"Position" of a device generally refers to the location of it. If you are interested in the orientation of the device, then use the word "orientation".
Gyroscopic sensors enable you to estimate the orientation of a device. They are of no use for estimating position.
Any gyroscopic sensor has an accuracy error ( called "drift" ), which varies with time and temperature and varies from device to device.
The variation in the apparent orientation of the device calculated by continuous integration of the apparent rotational velocity, will appear to drift slowly around in three dimensions due to the drift error of the individual angular velocity measurements.
The calculated orientation can be corrected by knowing the direction of "up" ( or down ), using the accelerometer reading combined with an assumption that the device is not subject to actual linear acceleration.

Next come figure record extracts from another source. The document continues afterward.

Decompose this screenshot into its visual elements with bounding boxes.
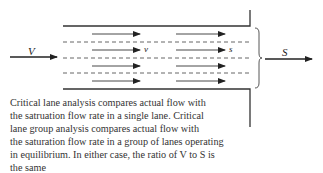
lane-dividers <box>63 42 250 73</box>
caption-line: the satruation flow rate in a single lan… <box>10 109 250 122</box>
caption-line: lane group analysis compares actual flow… <box>10 122 250 135</box>
lane-saturation-label: s <box>229 44 233 54</box>
caption-line: in equilibrium. In either case, the rati… <box>10 148 250 161</box>
caption: Critical lane analysis compares actual f… <box>10 96 250 173</box>
caption-line: Critical lane analysis compares actual f… <box>10 96 250 109</box>
group-brace <box>255 28 262 88</box>
lane-flow-arrows <box>92 34 225 81</box>
output-label: S <box>282 46 288 58</box>
lane-flow-label: v <box>144 44 148 54</box>
caption-line: the same <box>10 161 250 173</box>
input-label: V <box>28 45 35 57</box>
caption-line: the saturation flow rate in a group of l… <box>10 135 250 148</box>
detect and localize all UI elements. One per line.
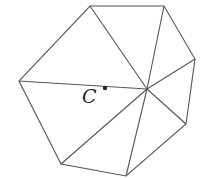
triangulated-heptagon-diagram: C (0, 0, 207, 178)
spoke-edge (126, 89, 147, 176)
point-c-dot (103, 86, 107, 90)
spoke-edge (90, 6, 147, 89)
point-c-label: C (82, 85, 97, 107)
spoke-edge (61, 89, 147, 164)
spoke-edge (147, 59, 195, 89)
triangulation-spokes (19, 6, 195, 176)
spoke-edge (147, 89, 186, 124)
spoke-edge (147, 6, 164, 89)
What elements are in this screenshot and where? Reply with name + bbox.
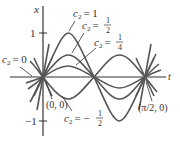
svg-text:c2=: c2=	[94, 36, 111, 50]
svg-text:c2= 0: c2= 0	[2, 53, 27, 67]
svg-text:1: 1	[106, 16, 110, 25]
leader-c2-quarter	[76, 48, 96, 65]
origin-label: (0, 0)	[46, 99, 68, 111]
leader-c2-1	[69, 21, 75, 31]
svg-text:1: 1	[98, 109, 102, 118]
t-axis-label: t	[168, 71, 171, 82]
half-pi-label: (π/2, 0)	[138, 102, 168, 114]
solution-curves-diagram: x t 1 −1 (0, 0) (π/2, 0) c2= 1 c2= 1 2 c…	[0, 0, 180, 143]
label-c2-quarter: c2= 1 4	[94, 33, 123, 52]
svg-text:c2= −: c2= −	[64, 112, 90, 126]
label-c2-neg-half: c2= − 1 2	[64, 109, 103, 128]
svg-text:2: 2	[106, 26, 110, 35]
x-axis-label: x	[33, 3, 39, 15]
svg-text:c2=: c2=	[82, 19, 99, 33]
svg-text:4: 4	[118, 43, 122, 52]
label-c2-0: c2= 0	[2, 53, 27, 67]
svg-text:1: 1	[118, 33, 122, 42]
svg-text:2: 2	[98, 119, 102, 128]
leader-c2-0	[20, 67, 32, 76]
label-c2-half: c2= 1 2	[82, 16, 111, 35]
tick-label-1: 1	[30, 27, 36, 39]
tick-label-neg1: −1	[25, 115, 37, 127]
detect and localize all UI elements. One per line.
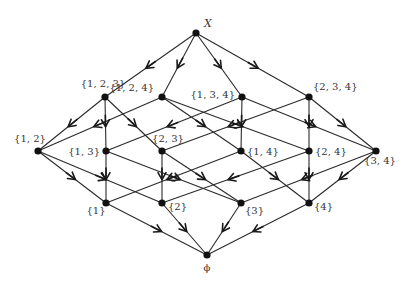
node-123	[101, 93, 108, 100]
node-234	[305, 93, 312, 100]
node-label-234: {2, 3, 4}	[313, 81, 358, 92]
node-label-2: {2}	[168, 201, 187, 212]
node-label-X: X	[203, 17, 213, 30]
node-label-34: {3, 4}	[364, 155, 396, 166]
node-X	[192, 29, 199, 36]
node-phi	[203, 251, 210, 258]
node-2	[158, 199, 165, 206]
node-label-124: {1, 2, 4}	[109, 82, 154, 93]
node-3	[237, 199, 244, 206]
node-4	[305, 199, 312, 206]
node-label-24: {2, 4}	[315, 146, 347, 157]
labels-layer: X{1, 2, 3}{1, 2, 4}{1, 3, 4}{2, 3, 4}{1,…	[14, 17, 396, 273]
node-label-23: {2, 3}	[152, 133, 184, 144]
edges-layer	[38, 33, 376, 255]
node-label-phi: ϕ	[204, 262, 211, 273]
node-label-13: {1, 3}	[68, 146, 100, 157]
node-24	[305, 147, 312, 154]
node-14	[237, 147, 244, 154]
nodes-layer	[34, 29, 379, 258]
node-34	[372, 147, 379, 154]
node-12	[34, 147, 41, 154]
node-134	[238, 93, 245, 100]
node-13	[102, 147, 109, 154]
node-124	[158, 93, 165, 100]
node-23	[158, 147, 165, 154]
node-label-12: {1, 2}	[14, 133, 46, 144]
node-label-3: {3}	[245, 205, 264, 216]
node-label-134: {1, 3, 4}	[190, 89, 235, 100]
node-label-14: {1, 4}	[247, 146, 279, 157]
node-label-1: {1}	[86, 205, 105, 216]
node-label-4: {4}	[314, 201, 333, 212]
hasse-diagram: X{1, 2, 3}{1, 2, 4}{1, 3, 4}{2, 3, 4}{1,…	[0, 0, 408, 287]
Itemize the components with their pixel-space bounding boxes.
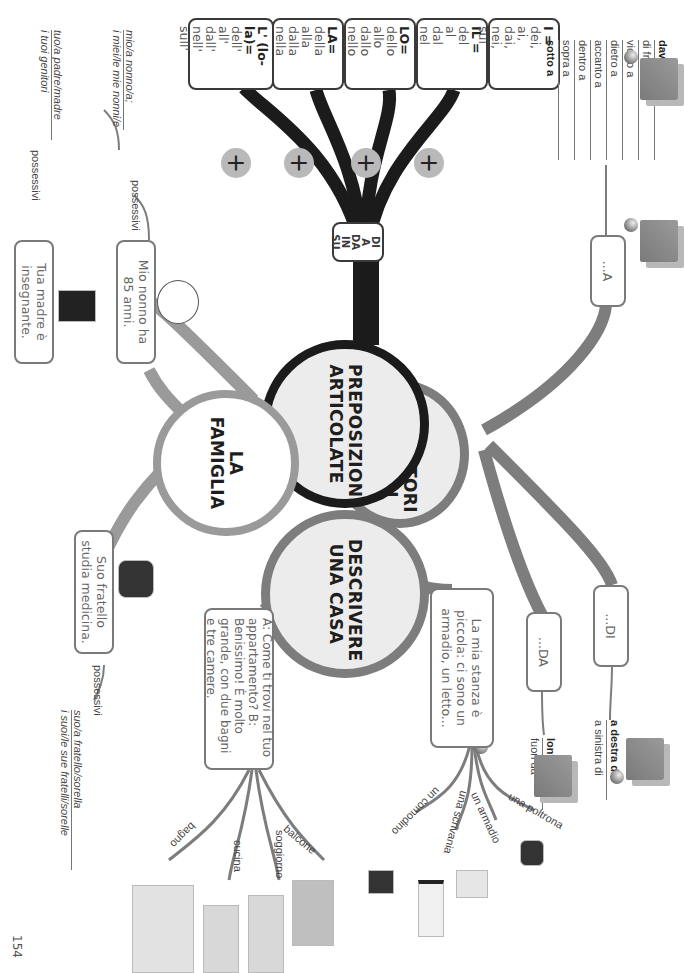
possessive-tag: possessivi xyxy=(130,180,142,231)
prep-a: A xyxy=(360,224,370,260)
article-form: dalla xyxy=(287,26,300,82)
article-form: al xyxy=(444,26,457,82)
cube-image xyxy=(640,58,678,100)
article-form: all' xyxy=(217,26,230,82)
dialog-box: A: Come ti trovi nel tuo appartamento? B… xyxy=(204,608,274,770)
plus-icon: + xyxy=(351,148,381,178)
article-form: dal xyxy=(431,26,444,82)
article-form: ai, xyxy=(516,26,529,82)
node-descrivere-una-casa: DESCRIVERE UNA CASA xyxy=(261,510,429,678)
ball-image xyxy=(624,218,638,232)
article-header: L' (lo-la)= xyxy=(243,26,269,82)
article-box-la: LA= della alla dalla nella sulla xyxy=(272,18,344,90)
room-label: cucina xyxy=(232,840,244,872)
grandpa-image xyxy=(157,280,199,324)
brother-image xyxy=(118,560,154,598)
form: mio/a nonno/a; xyxy=(123,30,136,130)
cube-image xyxy=(534,755,572,797)
simple-prepositions-box: DI A DA IN SU xyxy=(332,222,384,262)
list-item: a destra di xyxy=(606,720,622,800)
possessive-tag: possessivi xyxy=(92,665,104,716)
article-form: nell' xyxy=(191,26,204,82)
plus-icon: + xyxy=(284,148,314,178)
article-header: LO= xyxy=(398,26,411,82)
ball-image xyxy=(624,50,638,64)
list-item: sotto a xyxy=(543,40,558,160)
desk-image xyxy=(418,880,444,937)
box-label: ...A xyxy=(601,261,616,281)
article-form: dei, xyxy=(529,26,542,82)
living-room-image xyxy=(248,895,284,973)
node-label: PREPOSIZIONI ARTICOLATE xyxy=(326,364,364,484)
article-form: dai, xyxy=(503,26,516,82)
plus-icon: + xyxy=(414,148,444,178)
node-la-famiglia: LA FAMIGLIA xyxy=(153,390,299,536)
article-form: sui xyxy=(477,26,490,82)
box-label: Mio nonno ha 85 anni. xyxy=(121,250,151,354)
list-item: a sinistra di xyxy=(591,720,606,800)
plus-icon: + xyxy=(221,148,251,178)
article-form: dallo xyxy=(359,26,372,82)
room-label: soggiorno xyxy=(274,830,286,878)
list-item: sopra a xyxy=(558,40,574,160)
list-item: dietro a xyxy=(606,40,622,160)
form: i suoi/le sue fratelli/sorelle xyxy=(59,710,71,870)
article-form: nei, xyxy=(490,26,503,82)
box-label: A: Come ti trovi nel tuo appartamento? B… xyxy=(204,618,274,760)
list-item: dentro a xyxy=(574,40,590,160)
prep-su: SU xyxy=(330,224,340,260)
armchair-image xyxy=(520,840,544,866)
ball-image xyxy=(610,770,624,784)
mother-forms: tuo/a padre/madre i tuoi genitori xyxy=(39,30,64,140)
article-form: dall' xyxy=(204,26,217,82)
brother-box: Suo fratello studia medicina. xyxy=(74,530,114,654)
prep-da: DA xyxy=(350,224,360,260)
node-label: LA FAMIGLIA xyxy=(207,413,245,513)
article-form: della xyxy=(313,26,326,82)
bathroom-image xyxy=(132,885,194,973)
form: i tuoi genitori xyxy=(39,30,51,140)
mother-box: Tua madre è insegnante. xyxy=(14,240,54,364)
article-form: nella xyxy=(274,26,287,82)
balcony-image xyxy=(292,880,334,946)
article-form: nello xyxy=(346,26,359,82)
spatial-box-a: ...A xyxy=(590,235,626,307)
brother-forms: suo/a fratello/sorella i suoi/le sue fra… xyxy=(59,710,84,870)
wardrobe-image xyxy=(456,870,488,898)
form: tuo/a padre/madre xyxy=(51,30,64,140)
box-label: Tua madre è insegnante. xyxy=(19,250,49,354)
article-form: sull' xyxy=(178,26,191,82)
mother-image xyxy=(58,290,96,322)
article-box-l-apostrophe: L' (lo-la)= dell' all' dall' nell' sull' xyxy=(188,18,274,90)
spatial-box-di: ...DI xyxy=(593,585,629,667)
spatial-box-da: ...DA xyxy=(526,612,562,692)
box-label: ...DA xyxy=(537,637,552,667)
cube-image xyxy=(626,738,664,780)
box-label: ...DI xyxy=(604,613,619,638)
page-number: 154 xyxy=(10,935,24,958)
kitchen-image xyxy=(203,905,239,973)
box-label: La mia stanza è piccola: ci sono un arma… xyxy=(440,598,485,738)
cube-image xyxy=(640,220,678,262)
article-form: del xyxy=(457,26,470,82)
node-label: DESCRIVERE UNA CASA xyxy=(326,539,364,649)
article-form: dello xyxy=(385,26,398,82)
spatial-di-list: a destra di a sinistra di xyxy=(591,720,622,800)
room-description-box: La mia stanza è piccola: ci sono un arma… xyxy=(430,588,494,748)
prep-di: DI xyxy=(370,224,380,260)
grandpa-forms: mio/a nonno/a; i miei/le mie nonni/e xyxy=(111,30,136,130)
article-box-lo: LO= dello allo dallo nello sullo xyxy=(344,18,416,90)
grandpa-box: Mio nonno ha 85 anni. xyxy=(116,240,156,364)
prep-in: IN xyxy=(340,224,350,260)
box-label: Suo fratello studia medicina. xyxy=(79,540,109,644)
form: suo/a fratello/sorella xyxy=(71,710,84,870)
article-header: LA= xyxy=(326,26,339,82)
article-form: nel xyxy=(418,26,431,82)
nightstand-image xyxy=(368,870,394,894)
form: i miei/le mie nonni/e xyxy=(111,30,123,130)
possessive-tag: possessivi xyxy=(30,150,42,201)
list-item: accanto a xyxy=(590,40,606,160)
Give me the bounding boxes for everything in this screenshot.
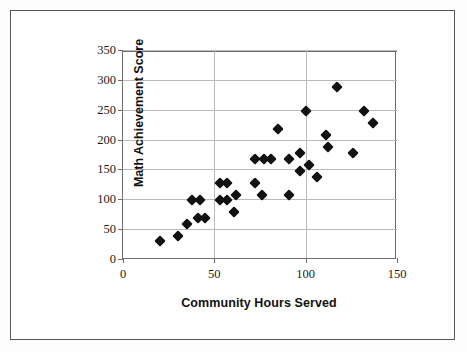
plot-right-edge (395, 50, 397, 259)
y-tick-label-200: 200 (97, 132, 116, 147)
plot-area: 050100150200250300350 050100150 (122, 50, 396, 259)
y-tick-label-100: 100 (97, 192, 116, 207)
data-point (331, 81, 342, 92)
y-tick-label-50: 50 (104, 222, 117, 237)
data-point (229, 207, 240, 218)
y-tick-200 (118, 140, 123, 141)
x-tick-label-100: 100 (296, 267, 315, 282)
data-point (172, 230, 183, 241)
y-tick-150 (118, 169, 123, 170)
data-point (154, 235, 165, 246)
y-tick-50 (118, 229, 123, 230)
y-axis-title-holder: Math Achievement Score (70, 50, 71, 259)
gridline-y-350 (123, 50, 397, 51)
x-tick-label-0: 0 (120, 267, 126, 282)
y-tick-label-300: 300 (97, 72, 116, 87)
gridline-y-300 (123, 80, 397, 81)
data-point (322, 141, 333, 152)
y-tick-100 (118, 199, 123, 200)
data-point (181, 218, 192, 229)
data-point (311, 172, 322, 183)
x-tick-150 (397, 258, 398, 263)
x-tick-50 (214, 258, 215, 263)
data-point (194, 194, 205, 205)
data-point (273, 123, 284, 134)
y-tick-350 (118, 50, 123, 51)
x-tick-100 (306, 258, 307, 263)
data-point (300, 105, 311, 116)
data-point (200, 212, 211, 223)
data-point (295, 147, 306, 158)
data-point (368, 117, 379, 128)
x-tick-label-150: 150 (388, 267, 407, 282)
data-point (265, 153, 276, 164)
y-tick-label-350: 350 (97, 43, 116, 58)
gridline-x-50 (214, 50, 215, 259)
gridline-y-200 (123, 140, 397, 141)
gridline-y-150 (123, 169, 397, 170)
x-axis-title: Community Hours Served (122, 296, 396, 310)
y-tick-250 (118, 110, 123, 111)
plot-wrapper: 050100150200250300350 050100150 Math Ach… (0, 0, 467, 352)
data-point (249, 177, 260, 188)
x-tick-0 (123, 258, 124, 263)
y-tick-label-250: 250 (97, 102, 116, 117)
data-point (358, 105, 369, 116)
data-point (347, 148, 358, 159)
gridline-y-250 (123, 110, 397, 111)
y-tick-300 (118, 80, 123, 81)
gridline-y-50 (123, 229, 397, 230)
y-axis-title: Math Achievement Score (132, 9, 146, 218)
y-tick-label-150: 150 (97, 162, 116, 177)
gridline-x-100 (306, 50, 307, 259)
x-tick-label-50: 50 (208, 267, 221, 282)
scatterplot-figure: 050100150200250300350 050100150 Math Ach… (0, 0, 467, 352)
y-tick-label-0: 0 (110, 252, 116, 267)
data-point (284, 153, 295, 164)
data-point (221, 177, 232, 188)
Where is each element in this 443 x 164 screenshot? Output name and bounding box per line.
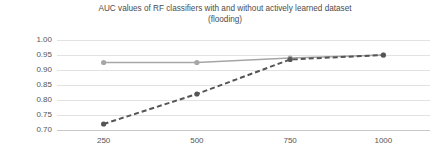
series-lines: [57, 40, 430, 130]
x-tick-label: 250: [84, 136, 124, 146]
y-axis-tick-labels: 1.000.950.900.850.800.750.70: [0, 40, 52, 130]
series-line: [104, 55, 384, 124]
x-tick-label: 750: [270, 136, 310, 146]
x-axis-tick-labels: 2505007501000: [57, 136, 430, 150]
x-tick-label: 1000: [363, 136, 403, 146]
data-point-marker: [381, 52, 386, 57]
x-tick-label: 500: [177, 136, 217, 146]
y-tick-label: 0.75: [0, 111, 52, 119]
data-point-marker: [288, 57, 293, 62]
y-tick-label: 1.00: [0, 36, 52, 44]
chart-figure: AUC values of RF classifiers with and wi…: [0, 0, 443, 164]
y-tick-label: 0.95: [0, 51, 52, 59]
y-tick-label: 0.85: [0, 81, 52, 89]
x-axis-line: [57, 130, 430, 131]
data-point-marker: [101, 60, 106, 65]
y-tick-label: 0.70: [0, 126, 52, 134]
y-tick-label: 0.90: [0, 66, 52, 74]
plot-area: [57, 40, 430, 130]
chart-title: AUC values of RF classifiers with and wi…: [40, 3, 410, 25]
data-point-marker: [194, 91, 199, 96]
y-tick-label: 0.80: [0, 96, 52, 104]
data-point-marker: [194, 60, 199, 65]
data-point-marker: [101, 121, 106, 126]
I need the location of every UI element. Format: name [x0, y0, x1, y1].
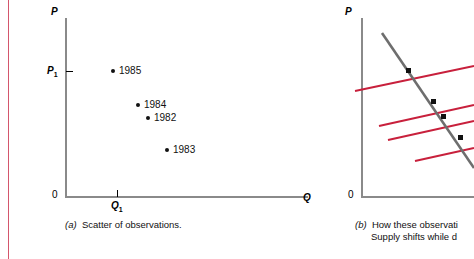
- figure-supply-demand-scatter: P Q 0 P1 Q1 1985 1984 1982 1983 (a) Scat…: [0, 0, 474, 259]
- scatter-label-1982: 1982: [154, 112, 176, 123]
- p1-base: P: [47, 65, 54, 76]
- scatter-dot-1984: [136, 103, 140, 107]
- page-margin-rule: [8, 0, 9, 259]
- panel-a-caption: (a) Scatter of observations.: [65, 219, 182, 231]
- panel-a-y-tick: [66, 71, 73, 72]
- panel-a-x-axis: [65, 196, 308, 198]
- intersection-point-1983: [458, 135, 463, 140]
- intersection-point-1982: [441, 114, 446, 119]
- panel-a-y-tick-label: P1: [47, 65, 58, 78]
- scatter-dot-1982: [146, 116, 150, 120]
- panel-a-x-axis-label: Q: [303, 192, 311, 203]
- panel-a-y-axis: [65, 18, 67, 198]
- intersection-point-1985: [406, 68, 411, 73]
- scatter-dot-1985: [111, 69, 115, 73]
- panel-a-caption-marker: (a): [65, 219, 77, 230]
- intersection-point-1984: [431, 99, 436, 104]
- panel-a-caption-text: Scatter of observations.: [82, 219, 182, 230]
- panel-b-caption: (b) How these observatiSupply shifts whi…: [355, 219, 458, 242]
- scatter-label-1985: 1985: [119, 65, 141, 76]
- panel-b-caption-line2: Supply shifts while d: [371, 231, 457, 243]
- supply-curve-1984: [379, 105, 474, 126]
- panel-a-y-axis-label: P: [51, 6, 58, 17]
- panel-a-origin-label: 0: [52, 189, 58, 200]
- q1-sub: 1: [119, 206, 123, 213]
- scatter-dot-1983: [165, 148, 169, 152]
- panel-b-supply-shifts: P 0 (b) How these observatiSupply shifts…: [335, 0, 474, 259]
- demand-curve: [382, 33, 474, 168]
- p1-sub: 1: [54, 71, 58, 78]
- panel-b-caption-line1: How these observati: [372, 219, 458, 230]
- panel-a-x-tick-label: Q1: [111, 200, 123, 213]
- panel-a-scatter: P Q 0 P1 Q1 1985 1984 1982 1983 (a) Scat…: [30, 0, 330, 259]
- scatter-label-1983: 1983: [173, 144, 195, 155]
- panel-b-caption-marker: (b): [355, 219, 367, 230]
- scatter-label-1984: 1984: [144, 99, 166, 110]
- q1-base: Q: [111, 200, 119, 211]
- panel-a-x-tick: [117, 190, 118, 197]
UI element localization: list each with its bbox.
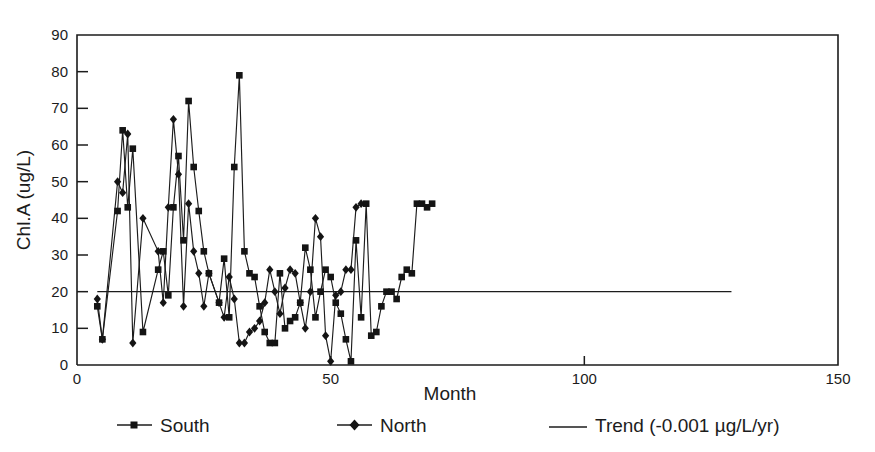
square-marker-icon	[343, 336, 350, 343]
square-marker-icon	[190, 164, 197, 171]
diamond-marker-icon	[185, 199, 192, 208]
y-tick-label: 10	[51, 319, 68, 336]
y-tick-label: 0	[60, 356, 68, 373]
square-marker-icon	[409, 270, 416, 277]
square-marker-icon	[332, 299, 339, 306]
y-tick-label: 30	[51, 246, 68, 263]
legend-item-trend[interactable]: Trend (-0.001 µg/L/yr)	[549, 415, 779, 436]
y-axis-ticks: 0102030405060708090	[51, 26, 88, 373]
y-tick-label: 80	[51, 63, 68, 80]
y-axis-title: Chl.A (ug/L)	[13, 150, 34, 250]
diamond-marker-icon	[347, 265, 354, 274]
legend-label-north: North	[380, 415, 426, 436]
diamond-marker-icon	[94, 295, 101, 304]
square-marker-icon	[94, 303, 101, 310]
series-polylines	[97, 75, 432, 361]
legend: South North Trend (-0.001 µg/L/yr)	[117, 415, 779, 436]
square-marker-icon	[398, 274, 405, 281]
square-marker-icon	[119, 127, 126, 134]
diamond-marker-icon	[266, 265, 273, 274]
diamond-marker-icon	[226, 273, 233, 282]
square-marker-icon	[307, 266, 314, 273]
diamond-marker-icon	[119, 188, 126, 197]
legend-label-south: South	[160, 415, 210, 436]
legend-item-south[interactable]: South	[117, 415, 210, 436]
square-marker-icon	[429, 200, 436, 207]
square-marker-icon	[256, 303, 263, 310]
diamond-marker-icon	[312, 214, 319, 223]
square-marker-icon	[378, 303, 385, 310]
square-marker-icon	[231, 164, 238, 171]
square-marker-icon	[282, 325, 289, 332]
chart-figure: 0102030405060708090 050100150 Month Chl.…	[0, 0, 875, 452]
square-marker-icon	[185, 98, 192, 105]
square-marker-icon	[302, 244, 309, 251]
diamond-marker-icon	[350, 420, 360, 431]
x-tick-label: 0	[73, 370, 81, 387]
y-tick-label: 20	[51, 283, 68, 300]
square-marker-icon	[236, 72, 243, 79]
y-tick-label: 40	[51, 209, 68, 226]
diamond-marker-icon	[271, 287, 278, 296]
square-marker-icon	[114, 208, 121, 215]
square-marker-icon	[195, 208, 202, 215]
diamond-marker-icon	[139, 214, 146, 223]
diamond-marker-icon	[195, 269, 202, 278]
square-marker-icon	[272, 340, 279, 347]
diamond-marker-icon	[302, 324, 309, 333]
diamond-marker-icon	[180, 302, 187, 311]
series-line-south	[97, 75, 432, 361]
square-marker-icon	[338, 310, 345, 317]
square-marker-icon	[175, 153, 182, 160]
square-marker-icon	[317, 288, 324, 295]
square-marker-icon	[327, 274, 334, 281]
square-marker-icon	[180, 237, 187, 244]
x-axis-title: Month	[424, 383, 477, 404]
square-marker-icon	[140, 329, 147, 336]
diamond-marker-icon	[322, 331, 329, 340]
diamond-marker-icon	[231, 295, 238, 304]
square-marker-icon	[353, 237, 360, 244]
y-tick-label: 90	[51, 26, 68, 43]
diamond-marker-icon	[190, 247, 197, 256]
square-marker-icon	[393, 296, 400, 303]
diamond-marker-icon	[160, 298, 167, 307]
y-tick-label: 70	[51, 99, 68, 116]
y-tick-label: 60	[51, 136, 68, 153]
square-marker-icon	[388, 288, 395, 295]
square-marker-icon	[373, 329, 380, 336]
square-marker-icon	[130, 145, 137, 152]
square-marker-icon	[241, 248, 248, 255]
plot-frame	[77, 35, 838, 365]
x-tick-label: 100	[572, 370, 597, 387]
chart-canvas: 0102030405060708090 050100150 Month Chl.…	[0, 0, 875, 452]
series-line-north	[97, 119, 361, 361]
square-marker-icon	[277, 270, 284, 277]
diamond-marker-icon	[200, 302, 207, 311]
square-marker-icon	[201, 248, 208, 255]
square-marker-icon	[155, 266, 162, 273]
square-marker-icon	[251, 274, 258, 281]
diamond-marker-icon	[129, 339, 136, 348]
square-marker-icon	[358, 314, 365, 321]
square-marker-icon	[131, 422, 138, 429]
square-marker-icon	[261, 329, 268, 336]
legend-label-trend: Trend (-0.001 µg/L/yr)	[595, 415, 779, 436]
square-marker-icon	[124, 204, 131, 211]
square-marker-icon	[312, 314, 319, 321]
diamond-marker-icon	[241, 339, 248, 348]
square-marker-icon	[322, 266, 329, 273]
diamond-marker-icon	[170, 115, 177, 124]
square-marker-icon	[165, 292, 172, 299]
legend-item-north[interactable]: North	[337, 415, 426, 436]
x-tick-label: 50	[322, 370, 339, 387]
y-tick-label: 50	[51, 173, 68, 190]
diamond-marker-icon	[317, 232, 324, 241]
square-marker-icon	[348, 358, 355, 365]
x-tick-label: 150	[825, 370, 850, 387]
square-marker-icon	[221, 255, 228, 262]
square-marker-icon	[292, 314, 299, 321]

However, the apparent rotation of the device about the vertical axis, cannot be corrected by knowing the direction of up or down, because an change in the position of the device by rotation about the vertical axis, does not give rise to a discrepancy between the predicted and actual direction of gravity, which would enable the estimate to be corrected.
If your device operates so that it generally has a constant axis orientation, so that it presents only one axis of motion to the vertical direction, then you can measure the rate of drift manually by experiment, and adjust the readings from the gyroscopic sensor by a corresponding, offsetting, amount, which will reduce the apparent motion for as long as the device's drift error remains approximately constant. This method won't work very well for a device where the orientation changes a lot in all directions, like a stunt aircraft or a football.
The other method for correcting orientation drift is to use another orientation reference, for terrestrial application, this would be a geomagnetic field sensor.